Becoming All Things To All Men (1850)

When Moses Stuart, the famous exegete and professor at Andover Seminary, passed into glory, a group of New York pastors and professors who had sat under Dr. Stuart at Andover asked William Adams to deliver this discourse in celebration of his ministry to the church and to them personally.

Memoir of Erskine Mason (1853)

William Adams, then pastor of Madison Square Presbyterian Church in New York City, preached this sermon on Psalm 144:1 to the Foreign Missionary Society of New York and Brooklyn. In his address he examines an element of truth in Islam that has given this false religion its vital power - “a sentiment working in that conjunction only for evil—yet a sentiment full of force and from which the world has every thing to hope, and by which the Church has every thing to achieve when it is restored to its proper location in connection with the religion of Jesus Christ.” The sentiment Adams puts forth is this: “Verily there is a God, and man is his minister.” Adams explores the truth in Mohammed’s statement, and how Christians ought to appropriate it from a Biblical perspective as they seek to put sin to death and to bring the gospel to the lost in the work of missions.

The Three Gardens, Eden, Gethsemane, and Paradise; or Man's Ruin, Redemption, and Restoration (1856)

William Adams, three years after becoming the founding Pastor at Madison Square Presbyterian Church in New York City, discusses man’s ruin, redemption, and restoration through the lenses of the Gardens of Eden, Gethsemane, and Paradise.
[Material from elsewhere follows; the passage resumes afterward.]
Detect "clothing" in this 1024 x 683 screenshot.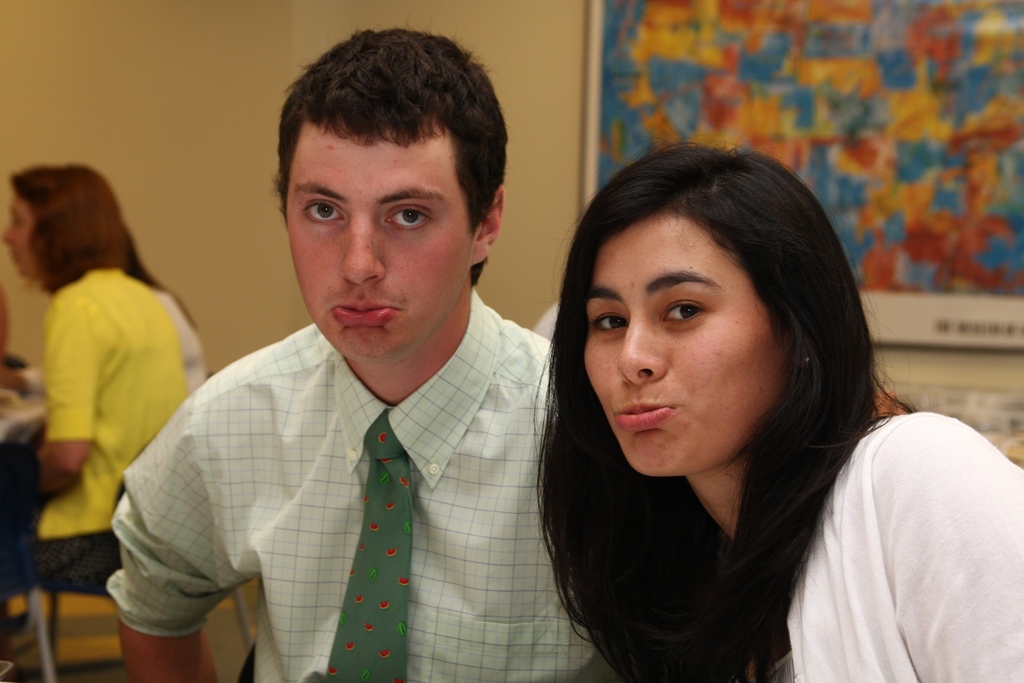
Detection: 138:274:553:671.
In his own words, “The present volume undertakes nothing more than to group together, in the simple and unpretending form of pastorly address—not of philosophic analysis—the principal facts which compose the Christian system. From whatever point of the circumference we start in the great circle of truth, each radius brings us to that focal center—the life and mediation of Jesus Christ.”

Not Far From the Kingdom of God (1858)

William Adams surveys the conversations of Jesus with Nicodemus, the rationalist; the woman of Samaria, the obtuse sensualist; the young ruler, the moralist; the intelligent scribe, not far from the kingdom of God; Zaccheus, a true convert; the centurion of Capernaum, the modest man of faith; Martha of Bethany, the mourner; Pilate, the vacillating man of the world; Mary Magdalene, love rewarded; and Peter, the restored penitent. In each of these conversations Adams is intent on identifying the general impression that Jesus made upon his interlocutor.
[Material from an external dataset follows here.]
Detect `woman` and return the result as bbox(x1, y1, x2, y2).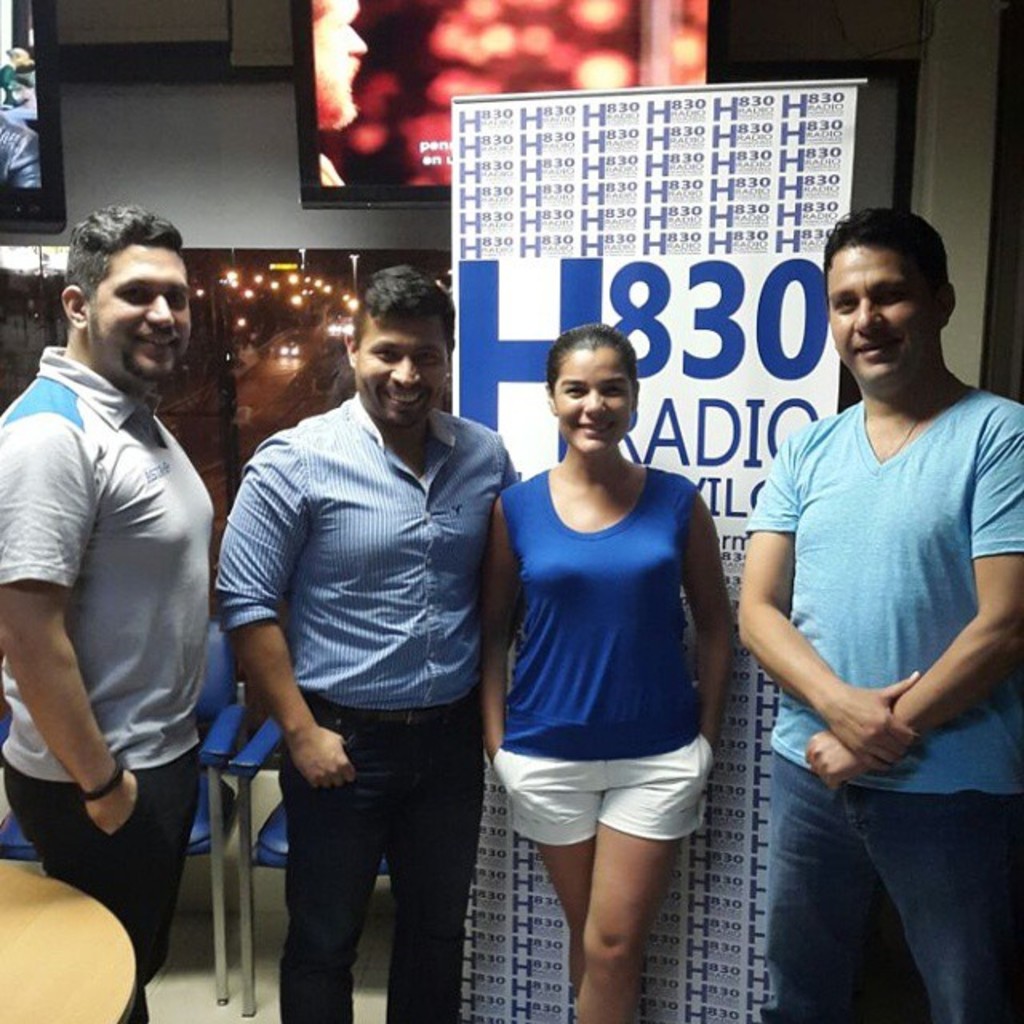
bbox(474, 278, 749, 979).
Thanksgiving: Memories of the Day, Helps to the Habit (1873)

William Adams, at the time the pastor of Madison Square Presbyterian Church in New York City, supplies his readers with pastoral meditations on the graces of contentment and gratitude - particularly fitting for that uniquely American holiday, Thanksgiving Day. With chapter titles like “Happy Mediocrity,” “The Blessedness of Tears,” “Christian Patriotism,” “Cheap Contentment,” and “American Nationality,” Adams seeks to help Christians (particularly those who live in America) learn the secret of contentment as laid out for us by the apostle Paul in Philippians 4:4-7.